At the recent Storymakers conference, I taught a class on Writing Dystopia. This week I’ll be turning that class into a series of blogs:
Monday: Defining Dystopia
Tuesday: History of Dystopia
Wednesday: Elements of Dystopia
Thursday: Elements of the Dystopian Hero
Friday: Social Commentary in Dystopian Fiction
In this final installment of the dystopian blog series, I want to talk about the social commentary that is inherent to dystopian fiction.
On Tuesday we talked about how dystopia is reactionary; it looks at a social problem and extrapolates that problem to its frightening extreme. When looking at the origins of almost any dystopia, the authors often frankly coming upon a troubling subject and then imagining how the world would be different if that subject became more and more prevalent:
From Ally Condie, about Matched:
“The real catalyst was a conversation I had with my husband about marriage in the fall of 2008. He posited the question: What if someone wrote the perfect algorithm for lining people up, and the government used it to decide who you married, when you married, etc.?”
Publishers Weekly wrote about Suzanne Collins inspiration for The Hunger Games:
Collins says the idea for the brutal nation of Panem came one evening when she was channel-surfing between a reality show competition and war coverage. “I was tired, and the lines began to blur in this very unsettling way.” She also cites the Greek myth of Theseus, in which the city of Athens was forced to send 14 young men and women into the labyrinth in Crete to face the Minotaur. “Even as a kid, I could appreciate how ruthless this was,” Collins recalled. “Crete was sending a very clear message: ‘Mess with us and we’ll do something worse than kill you. We’ll kill your children.’ ”
Some authors take it a step further, where the social problem is not just the inspiration, but the author specifically wants to make a political/philosophical point:
Ray Bradbury wrote about Fahrenheit 451:
There is more than one way to burn a book. And the world is full of people running about with lit matches. Every minority, be it Baptist / Unitarian, Irish / Italian / Octogenarian / Zen Buddhist / Zionist / Seventh-day Adventist / Women’s Lib / Republican / Mattachine / FourSquareGospel feels it has the will, the right, the duty to douse the kerosene, light the fuse….Fire-Captain Beatty, in my novel Fahrenheit 451, described how the books were burned first by the minorities, each ripping a page or a paragraph from this book, then that, until the day came when the books were empty and the minds shut and the library closed forever.
The New York Times wrote about Ayn Rand’s inspiration for Atlas Shrugged:
Rand said she “set out to show how desperately the world needs prime movers and how viciously it treats them” and to portray “what happens to a world without them.”
Almost every dystopia fits this mold: taking a current problem and extrapolating upon it. Uglies addresses body image. Brave New World is about our disposable consumer culture and our obsession with hedonistic pleasure and entertainment. We talks about conformity and Communism.
Going all the way back to our Monday topic, I really think that this social commentary is an integral part of the definition of a true dystopia. A book with a vaguely dystopian setting, but which lacks this distinct issue-based element, is probably a different genre altogether: sci-fi, or post-apocalypse, or something else.
I hope you’ve enjoyed this week-long blog series. I’ve definitely enjoyed writing it. I know I’ve defined things pretty narrowly, and that some people have broader definitions; I’d love to hear your thoughts.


## [Try it]
Go through the data that follows and restate each line exactly as it reads.

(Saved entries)
[Start of section]

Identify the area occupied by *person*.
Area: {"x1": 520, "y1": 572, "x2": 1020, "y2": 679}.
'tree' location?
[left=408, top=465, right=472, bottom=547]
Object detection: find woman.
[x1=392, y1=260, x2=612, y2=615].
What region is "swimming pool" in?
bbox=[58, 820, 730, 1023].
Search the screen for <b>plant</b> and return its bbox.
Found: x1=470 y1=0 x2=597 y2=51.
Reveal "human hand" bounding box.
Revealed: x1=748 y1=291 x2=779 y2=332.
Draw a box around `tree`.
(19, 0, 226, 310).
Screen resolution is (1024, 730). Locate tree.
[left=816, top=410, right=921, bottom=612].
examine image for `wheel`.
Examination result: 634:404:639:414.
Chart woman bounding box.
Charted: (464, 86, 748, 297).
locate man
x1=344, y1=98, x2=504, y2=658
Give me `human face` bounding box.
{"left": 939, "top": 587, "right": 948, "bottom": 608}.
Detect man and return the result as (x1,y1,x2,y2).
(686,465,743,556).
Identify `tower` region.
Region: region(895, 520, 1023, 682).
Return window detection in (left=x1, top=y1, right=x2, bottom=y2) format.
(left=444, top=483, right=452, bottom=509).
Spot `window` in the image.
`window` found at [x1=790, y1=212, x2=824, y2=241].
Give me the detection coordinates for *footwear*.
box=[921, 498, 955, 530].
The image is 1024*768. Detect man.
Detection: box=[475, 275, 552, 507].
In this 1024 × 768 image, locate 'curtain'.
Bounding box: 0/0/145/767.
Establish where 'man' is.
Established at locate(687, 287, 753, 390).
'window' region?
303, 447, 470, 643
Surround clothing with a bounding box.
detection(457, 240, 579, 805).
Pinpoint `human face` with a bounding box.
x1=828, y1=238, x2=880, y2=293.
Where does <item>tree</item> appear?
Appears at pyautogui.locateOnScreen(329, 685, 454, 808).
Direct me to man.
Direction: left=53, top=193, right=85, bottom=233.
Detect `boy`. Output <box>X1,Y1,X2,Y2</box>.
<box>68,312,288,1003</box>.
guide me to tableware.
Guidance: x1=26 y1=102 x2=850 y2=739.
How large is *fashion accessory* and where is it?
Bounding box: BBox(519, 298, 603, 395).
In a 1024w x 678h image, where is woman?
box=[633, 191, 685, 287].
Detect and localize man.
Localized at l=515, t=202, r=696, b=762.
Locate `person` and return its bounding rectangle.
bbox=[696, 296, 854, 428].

[End of section]

## [Finished task]
Identify the area occupied by *person*.
Area: {"x1": 520, "y1": 572, "x2": 1020, "y2": 679}.
'tree' location?
[left=408, top=465, right=472, bottom=547]
Object detection: find woman.
[x1=392, y1=260, x2=612, y2=615].
What region is "swimming pool" in?
bbox=[58, 820, 730, 1023].
Search the screen for <b>plant</b> and return its bbox.
Found: x1=470 y1=0 x2=597 y2=51.
Reveal "human hand" bounding box.
Revealed: x1=748 y1=291 x2=779 y2=332.
Draw a box around `tree`.
(19, 0, 226, 310).
Screen resolution is (1024, 730). Locate tree.
[left=816, top=410, right=921, bottom=612].
examine image for `wheel`.
Examination result: 634:404:639:414.
Chart woman bounding box.
Charted: (464, 86, 748, 297).
locate man
x1=344, y1=98, x2=504, y2=658
Give me `human face` bounding box.
{"left": 939, "top": 587, "right": 948, "bottom": 608}.
Detect man and return the result as (x1,y1,x2,y2).
(686,465,743,556).
Identify `tower` region.
Region: region(895, 520, 1023, 682).
Return window detection in (left=x1, top=y1, right=x2, bottom=y2) format.
(left=444, top=483, right=452, bottom=509).
Spot `window` in the image.
`window` found at [x1=790, y1=212, x2=824, y2=241].
Give me the detection coordinates for *footwear*.
box=[921, 498, 955, 530].
The image is 1024*768. Detect man.
Detection: box=[475, 275, 552, 507].
In this 1024 × 768 image, locate 'curtain'.
Bounding box: 0/0/145/767.
Establish where 'man' is.
Established at locate(687, 287, 753, 390).
'window' region?
303, 447, 470, 643
Surround clothing with a bounding box.
detection(457, 240, 579, 805).
Pinpoint `human face` with a bounding box.
x1=828, y1=238, x2=880, y2=293.
Where does <item>tree</item> appear?
Appears at pyautogui.locateOnScreen(329, 685, 454, 808).
Direct me to man.
Direction: left=53, top=193, right=85, bottom=233.
Detect `boy`. Output <box>X1,Y1,X2,Y2</box>.
<box>68,312,288,1003</box>.
guide me to tableware.
Guidance: x1=26 y1=102 x2=850 y2=739.
How large is *fashion accessory* and where is it?
Bounding box: BBox(519, 298, 603, 395).
In a 1024w x 678h image, where is woman?
box=[633, 191, 685, 287].
Detect and localize man.
Localized at l=515, t=202, r=696, b=762.
Locate `person` and return its bounding rectangle.
bbox=[696, 296, 854, 428].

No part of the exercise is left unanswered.